– in the Scottish Parliament am ar 21 Mawrth 2024.
3. I associate the Scottish Liberal Democrats with the remarks that have been made about the passing of Henry Wuga and the election of Vaughan Gething.
To ask the First Minister when the Cabinet will next meet. (S6F-02952)
Tuesday.
Yesterday, the Climate Change Committee delivered a devastating verdict on the record of the Scottish Government. The key 2030 emissions target just will not be met, and the Government is off course by a country mile on heat pumps, electric vehicles, recycling and more. Yesterday, the committee’s chair, Chris Stark, said that the strategy is just not there.
Take tree planting, for example. The committee says that Scotland needs to do twice as much on that area, but the Government has just reduced spending on it by nearly half. It is going to put people out of work, and tree nurseries have already signalled that they will have to torch hundreds of thousands of saplings because of the cuts. To think that the environment secretary once boasted that global leaders were looking to her Government for advice—well, her phone is silent now.
I ask the First Minister: where is the Green party in all this?

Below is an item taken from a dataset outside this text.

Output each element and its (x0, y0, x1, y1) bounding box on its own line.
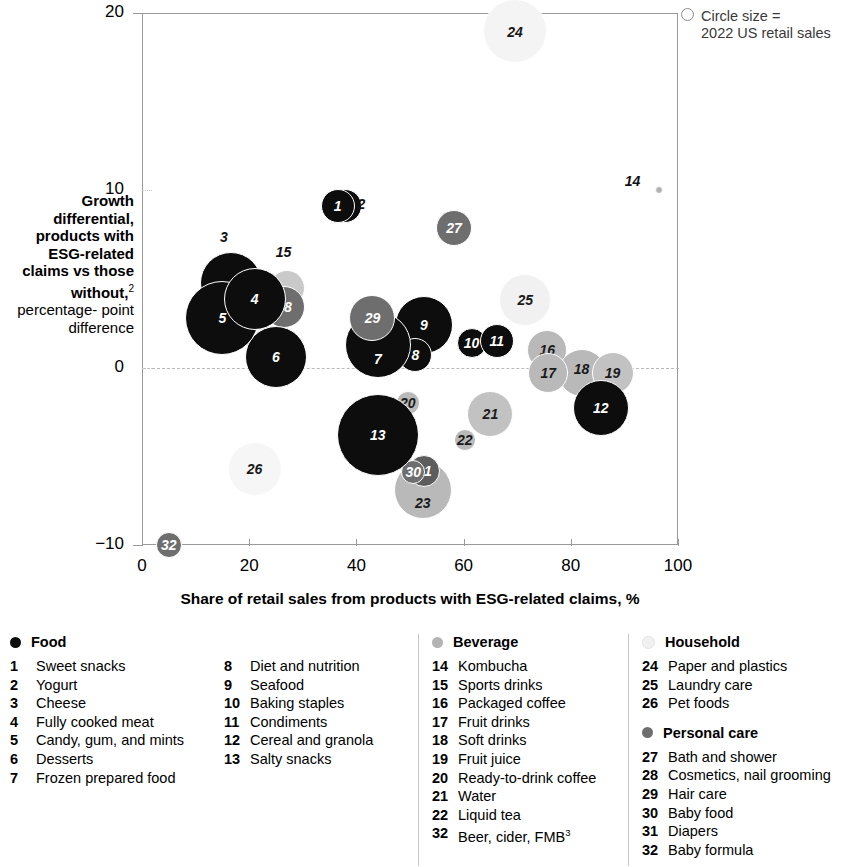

There are fewer bus and train services, we are going nowhere on renewable heating, and we have a botched deposit return scheme. Does the First Minister not recognise that bringing the Greens into Government has done precious little to help us to combat the climate emergency?
First, we take the report from the Climate Change Committee extremely seriously. Chris Stark is well respected, and his opinions have been given the due weight and consideration that they deserve. He raises a serious point around the 2030 target. Of course, at the time when that target was being debated, the Climate Change Committee made it clear that meeting it would be extremely difficult—if not, to be frank, impossible—and that the target was stretching credibility at that time.

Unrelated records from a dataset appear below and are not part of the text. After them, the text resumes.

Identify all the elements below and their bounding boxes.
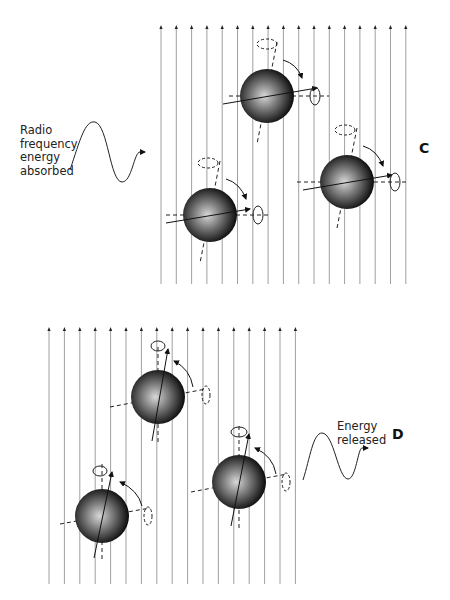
field-arrowhead-icon	[312, 25, 315, 29]
field-arrowhead-icon	[63, 327, 66, 331]
rf-wave-absorbed	[70, 122, 145, 182]
panel-label-d: D	[392, 426, 404, 442]
field-arrowhead-icon	[374, 25, 377, 29]
field-arrowhead-icon	[171, 327, 174, 331]
field-arrowhead-icon	[343, 25, 346, 29]
field-arrowhead-icon	[175, 25, 178, 29]
field-arrowhead-icon	[236, 25, 239, 29]
field-arrowhead-icon	[328, 25, 331, 29]
field-arrowhead-icon	[404, 25, 407, 29]
field-arrowhead-icon	[205, 25, 208, 29]
proton-c-1	[223, 39, 329, 144]
rf-absorbed-label: Radio frequency energy absorbed	[20, 124, 78, 178]
field-arrowhead-icon	[47, 327, 50, 331]
field-arrowhead-icon	[140, 327, 143, 331]
field-arrowhead-icon	[267, 25, 270, 29]
magnetic-field-lines-c	[159, 25, 407, 284]
proton-d-3	[191, 426, 290, 530]
field-arrowhead-icon	[124, 327, 127, 331]
field-arrowhead-icon	[248, 327, 251, 331]
proton-d-2	[60, 464, 152, 560]
field-arrowhead-icon	[190, 25, 193, 29]
field-arrowhead-icon	[78, 327, 81, 331]
field-arrowhead-icon	[201, 327, 204, 331]
panel-label-c: C	[419, 140, 429, 156]
proton-d-1	[110, 341, 210, 443]
field-arrowhead-icon	[94, 327, 97, 331]
field-arrowhead-icon	[251, 25, 254, 29]
field-arrowhead-icon	[282, 25, 285, 29]
field-arrowhead-icon	[155, 327, 158, 331]
field-arrowhead-icon	[232, 327, 235, 331]
field-arrowhead-icon	[109, 327, 112, 331]
field-arrowhead-icon	[297, 25, 300, 29]
nmr-diagram	[0, 0, 450, 600]
field-arrowhead-icon	[159, 25, 162, 29]
field-arrowhead-icon	[294, 327, 297, 331]
magnetic-field-lines-d	[47, 327, 297, 584]
field-arrowhead-icon	[358, 25, 361, 29]
field-arrowhead-icon	[263, 327, 266, 331]
field-arrowhead-icon	[389, 25, 392, 29]
field-arrowhead-icon	[221, 25, 224, 29]
field-arrowhead-icon	[186, 327, 189, 331]
field-arrowhead-icon	[217, 327, 220, 331]
field-arrowhead-icon	[278, 327, 281, 331]
energy-released-label: Energy released	[337, 420, 386, 447]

Nonetheless, as a Parliament—all political parties—we came together to embed that target in legislation.
With regard to tree planting, I remind Alex Cole-Hamilton that around 75 per cent of all new woodland in the UK is in Scotland. In addition, we launched the world’s largest floating offshore wind leasing round through ScotWind; we ensured that Scotland has the biggest concessionary travel scheme in the UK, with more than a third of the population benefiting from free bus travel; we invested £65 million in the installation of more than 2,700 public electric vehicle chargers; and we continue to offer the most generous package of grants and loans in the UK to support the move to clean heating.
However, I will say to Alex Cole-Hamilton that what makes more difficult our job of reaching our targets, including the overall 2045 target, to which we are committed, is the fact that, every time that we bring measures to the chamber to tackle the climate crisis, be it the deposit return scheme, l ow-emission zones, the workplace parking levy—
The Presiding Officer:
Briefly, First Minister.
— proposals for carbon capture or our standards around heating and reducing emissions, the Opposition opposes those measures.